I turned to flee, but found that vision of the titan paws before me — the great talons seeming to swell and become more tangible as I gazed. Out of the cellar’s evil blackness they stretched, with shadowy hints of scaly wrists beyond them, and with a waxing, malignant will guiding their horrible gropings. Then I heard from behind me — within that abominable vault — a fresh burst of muffled reverberations which seemed to echo from far horizons like distant thunder. Impelled by this greater fear, I advanced toward the shadowy paws with my flashlight and saw them vanish before the full force of the electric beam. Then up the ladder I raced, torch between my teeth, nor did I rest till I had regained my upstairs “camp”.
What is to be my ultimate end, I dare not imagine. I came as a seeker, but now I know that something is seeking me. I could not leave if I wished. This morning I tried to go to the gate for my supplies, but found the briers twisted tightly in my path. It was the same in every direction — behind and on all sides of the house. In places the brown, barbed vines had uncurled to astonishing heights — forming a steel-like hedge against my egress. The villagers are connected with all this. When I went indoors I found my supplies in the great front hall, though without any clue to how they came there. I am sorry now that I swept the dust away. I shall scatter some more and see what prints are left.
This afternoon I read some of the books in the great shadowy library at the rear of the ground floor, and formed certain suspicions which I cannot bear to mention. I had never seen the text of Pnakotic Manuscripts or of the Eltdown Shards before, and would not have come here had I known what they contain. I believe it is too late now — for the awful Sabbat is only ten days away. It is for that night of horror that they are saving me.
April 21
I have been studying the portraits again. Some have names attached, and I noticed one — of an evil-faced woman, painted some two centuries ago — which puzzled me. It bore the name of Trintje van der Heyl Sleght, and I have a distinct impression that I once met the name of Sleght before, in some significant connexion. It was not horrible then, though it becomes so now. I must rack my brain for the clue.
The eyes of these pictures haunt me. Is it possible that some of them are emerging more distinctly from their shrouds of dust and decay and mould? The serpent-faced and swine-faced warlocks stare horribly at me from their blackened frames, and a score of other hybrid faces are beginning to peer out of shadowy backgrounds. There is a hideous look of family resemblance in them all — and that which is human is more horrible than that which is non-human. I wish they reminded me less of other faces — faces I have known in the past. They were an accursed line, and Cornelis of Leyden was the worst of them. It was he who broke down the barrier after his father had found that other key. I am sure that V —— — knows only a fragment of the horrible truth, so that I am indeed unprepared and defenceless. What of the line before old Claes? What he did in 1591 could never have been done without generations of evil heritage, or some link with the outside. And what of the branches this monstrous line has sent forth? Are they scattered over the world, all awaiting their common heritage of horror? I must recall the place where I once so particularly noticed the name of Sleght.
I wish I could be sure that these pictures stay always in their frames. For several hours now I have been seeing momentary presences like the earlier paws and shadow-faces and forms, but closely duplicating some of the ancient portraits. Somehow I can never glimpse a presence and the portrait it resembles at the same time — the light is always wrong for one or the other, or else the presence and the portrait are in different rooms.
Perhaps, as I have hoped, the presences are mere figments of imagination; but I cannot be sure now. Some are female, and of the same hellish beauty as the picture in the little locked room. Some are like no portrait I have seen, yet make me feel that their painted features lurk unrecognised beneath the mould and soot of canvases I cannot decipher. A few, I desperately fear, have approached materialisation in solid or semi-solid form — and some have a dreadful and unexplained familiarity.
There is one woman who in fell loveliness excels all the rest. Her poisonous charms are like a honeyed flower growing on the brink of hell. When I look at her closely she vanishes, only to reappear later. Her face has a greenish cast, and now and then I fancy I can spy a suspicion of the squamose in its smooth texture. Who is she? Is she that being who must have dwelt in the little locked room a century and more ago?
My supplies were again left in the front hall — that, clearly, is to be the custom. I had sprinkled dust about to catch footprints, but this morning the whole hall was swept clean by some unknown agency.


> _YOUR INSTRUCTIONS_:
Your job with the data below is to output exactly the lines from the one holding "pyautogui.click(x=<x>, y=<y>)" down to the one holding "This screenshot has", both included, and no others.

> _TASK INPUTS_:
:::::
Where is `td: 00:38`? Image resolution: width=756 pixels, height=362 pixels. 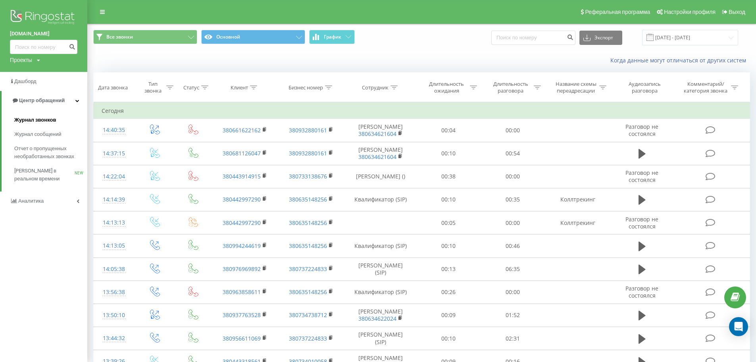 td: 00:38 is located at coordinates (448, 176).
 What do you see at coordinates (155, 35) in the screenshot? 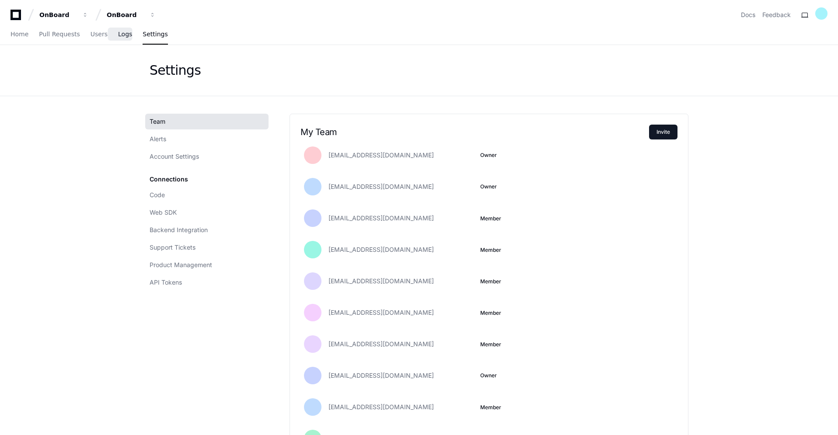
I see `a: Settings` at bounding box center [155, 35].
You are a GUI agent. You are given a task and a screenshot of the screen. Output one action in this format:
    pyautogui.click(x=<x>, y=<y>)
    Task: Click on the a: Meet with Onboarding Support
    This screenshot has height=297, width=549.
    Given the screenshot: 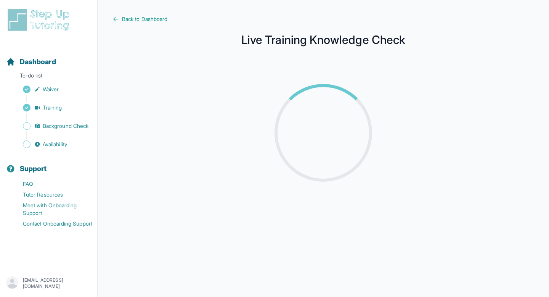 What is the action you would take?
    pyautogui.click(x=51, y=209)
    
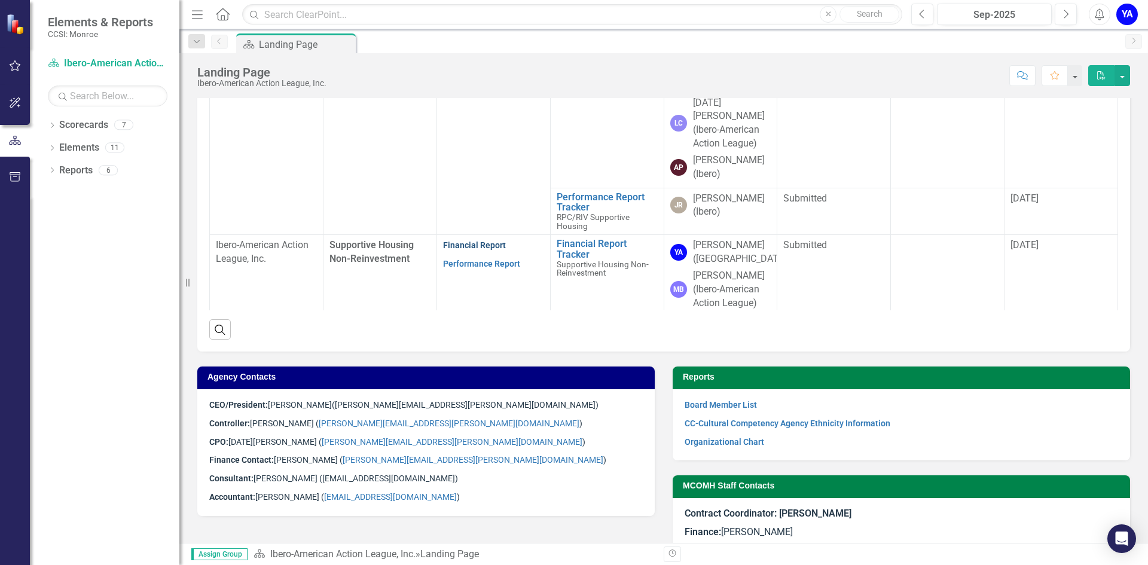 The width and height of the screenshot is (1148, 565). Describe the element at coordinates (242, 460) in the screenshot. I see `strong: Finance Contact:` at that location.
:::::
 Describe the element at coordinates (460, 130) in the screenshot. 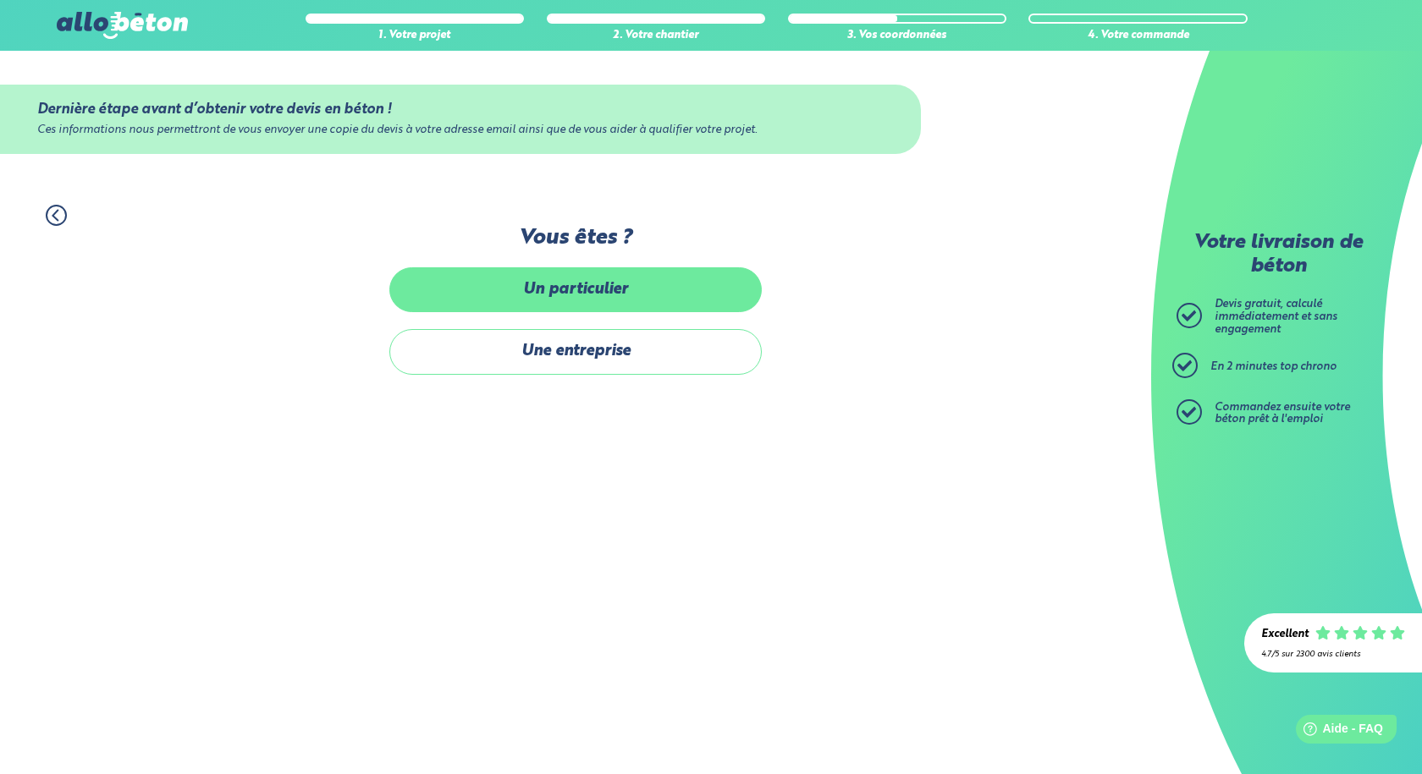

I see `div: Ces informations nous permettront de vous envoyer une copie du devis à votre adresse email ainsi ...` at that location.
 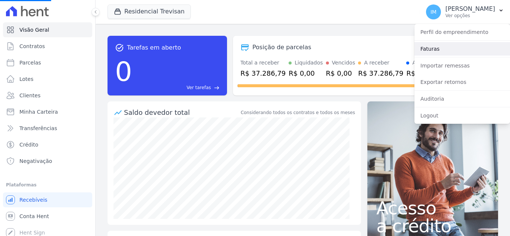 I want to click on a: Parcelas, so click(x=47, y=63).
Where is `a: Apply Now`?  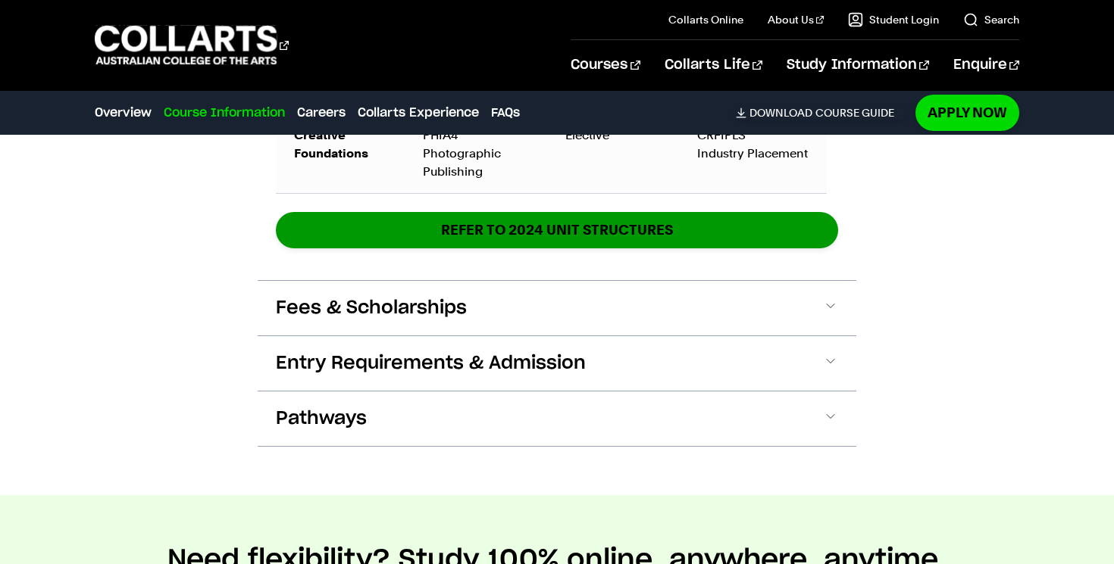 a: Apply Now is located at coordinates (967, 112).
:::::
> _REPLY_:
    pyautogui.click(x=<x>, y=<y>)
    Task: Click on the a: Meet with Onboarding Support
    This screenshot has height=297, width=549.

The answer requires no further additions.